The latest draws: CEC stays strong, PNP remains competitive

December continued a two-track approach:

  • December 10 (CEC): 6,000 invitations, CRS cut-off 520
  • December 8 (PNP): 1,123 invitations, CRS cut-off 729

For many applicants, those numbers underline a practical reality. CEC draws can still land in a reachable range for candidates with Canadian work experience and solid language scores. PNP draws, by contrast, show high cut-offs because nominated candidates receive a major CRS boost, which pushes the minimum score up.

What the 2025 draw calendar reveals

Express Entry ran a busy schedule across multiple draw types this year:

  • PNP: 23 draws
  • CEC: 14 draws
  • French-language proficiency: 8 draws
  • Healthcare and social services: 6 draws
  • Education: 2 draws
  • Trade: 1 draw

This is not just variety for variety’s sake. It is a signal that selection is being used as a policy lever. Provinces are feeding candidates through nominations. Ottawa is also pulling specific groups directly through category draws, especially Francophone candidates.

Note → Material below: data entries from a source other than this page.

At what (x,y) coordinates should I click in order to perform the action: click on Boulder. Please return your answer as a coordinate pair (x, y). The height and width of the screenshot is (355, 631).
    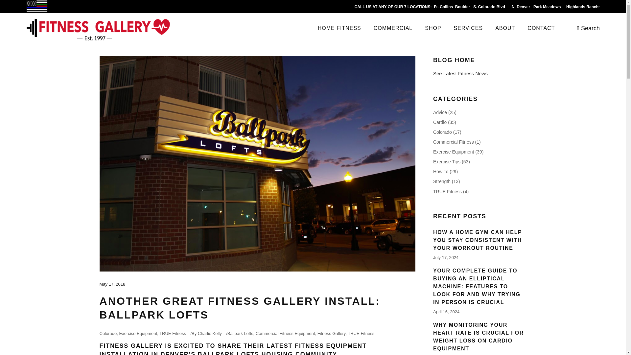
    Looking at the image, I should click on (463, 7).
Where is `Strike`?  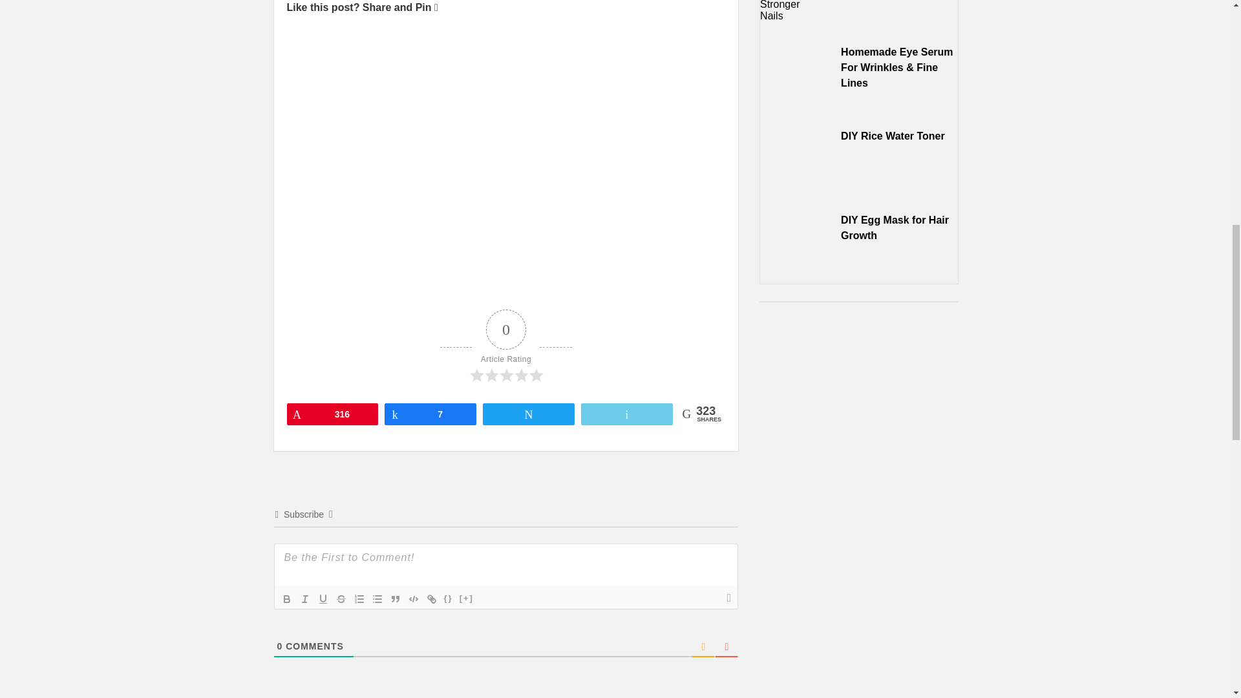 Strike is located at coordinates (341, 599).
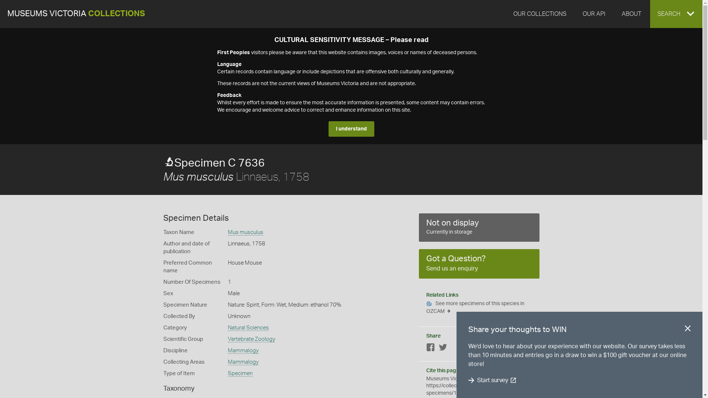 Image resolution: width=708 pixels, height=398 pixels. I want to click on Twitter, so click(443, 349).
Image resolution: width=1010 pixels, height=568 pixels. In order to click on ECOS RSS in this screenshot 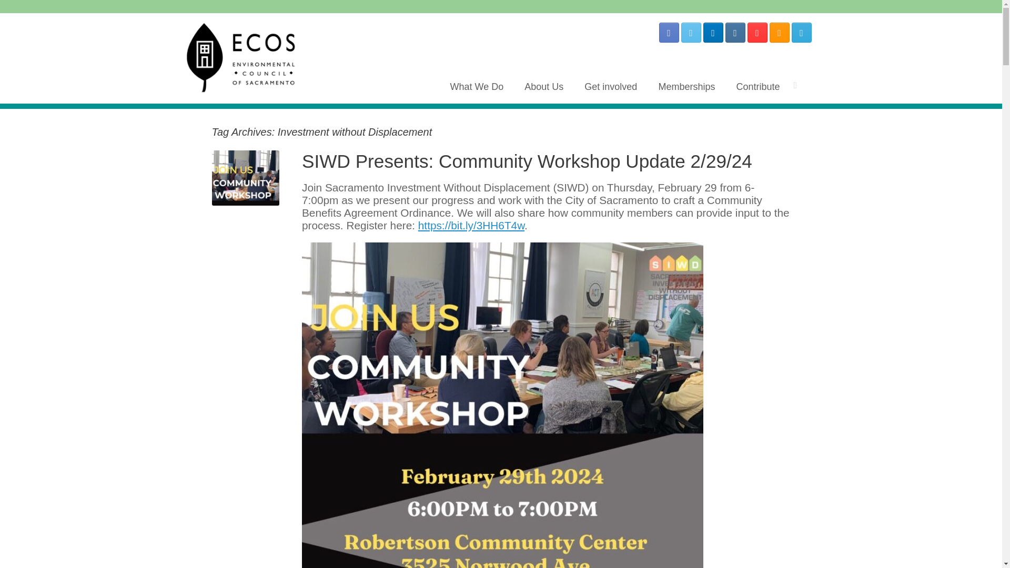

Invitations issued so far: French leads the way

By the numbers, the biggest opportunity in 2025 has been French-language selection. Total invitations issued so far by stream are:

  • French-language proficiency: 42,000
  • Canadian Experience Class: 30,850
  • Healthcare and social services: 13,500
  • Provincial Nominee Program: 9,775
  • Education: 3,500
  • Trade: 1,250

That is more than 100,000 invitations across these draw types combined.

French draws also posted some of the year’s most accessible cut-offs. The lowest French cut-off on record in 2025 dropped to 379 (March 21). Several other French draws stayed in the low 400s. For comparison, PNP cut-offs frequently landed in the 700s, and even reached 855 (September 29).

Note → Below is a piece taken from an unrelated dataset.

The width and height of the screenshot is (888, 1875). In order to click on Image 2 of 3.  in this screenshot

Why scores look so different across draw types

A common mistake is comparing CRS cut-offs across draw types as if they measure the same competition.

  • PNP cut-offs are high because nominees get a large CRS increase tied to the nomination. That inflates the score range inside the invited group.
  • French cut-offs can be lower because the selection pool is narrower and policy is intentionally encouraging Francophone immigration.
  • CEC tends to sit in the middle because it draws from candidates with Canadian work experience, many of whom have strong profiles but not always the extra boost that nominations provide.

The late-year CEC cut-off of 520 (December 10) also hints at a larger pool of eligible candidates inside Canada, including many temporary residents trying to transition to permanent residence.

What this means if you want to immigrate in 2026

The 2025 results point to three strategies that are likely to stay relevant.

1) If you can build French ability, it is one of the strongest levers in the system.
French-language draws delivered the most invitations in 2025 and often at lower CRS thresholds. For bilingual candidates, this can be the difference between waiting and receiving an invitation quickly.

2) Canadian work experience still pays off.
CEC remained a consistent feature of the year, including several 3,000-invitation draws and a major 6,000-invitation round in December. If you are in Canada on a work permit, the pathway is clear: strengthen language scores, keep skilled work experience continuous, and keep your profile updated.

3) Provincial nomination remains the high-impact option for candidates stuck below the usual cut-offs.
PNP draws were frequent, and nomination can move a candidate to the front of the line. The trade-off is complexity. You need to match a province’s priorities, timelines, and eligibility rules, which can change quickly.

The bigger story: Express Entry is acting more like a workforce filter

The 2025 draw mix suggests a system designed to select people Canada can integrate faster. Francophone applicants support demographic goals outside Quebec. CEC selections favour those already working in Canada. Healthcare, education, and trades draws reflect labour shortages that are difficult to solve quickly.

For applicants, the takeaway is simple. A strong CRS score still matters, but alignment matters more than it used to. The most successful candidates in this environment are the ones who treat Express Entry like a plan, not a lottery.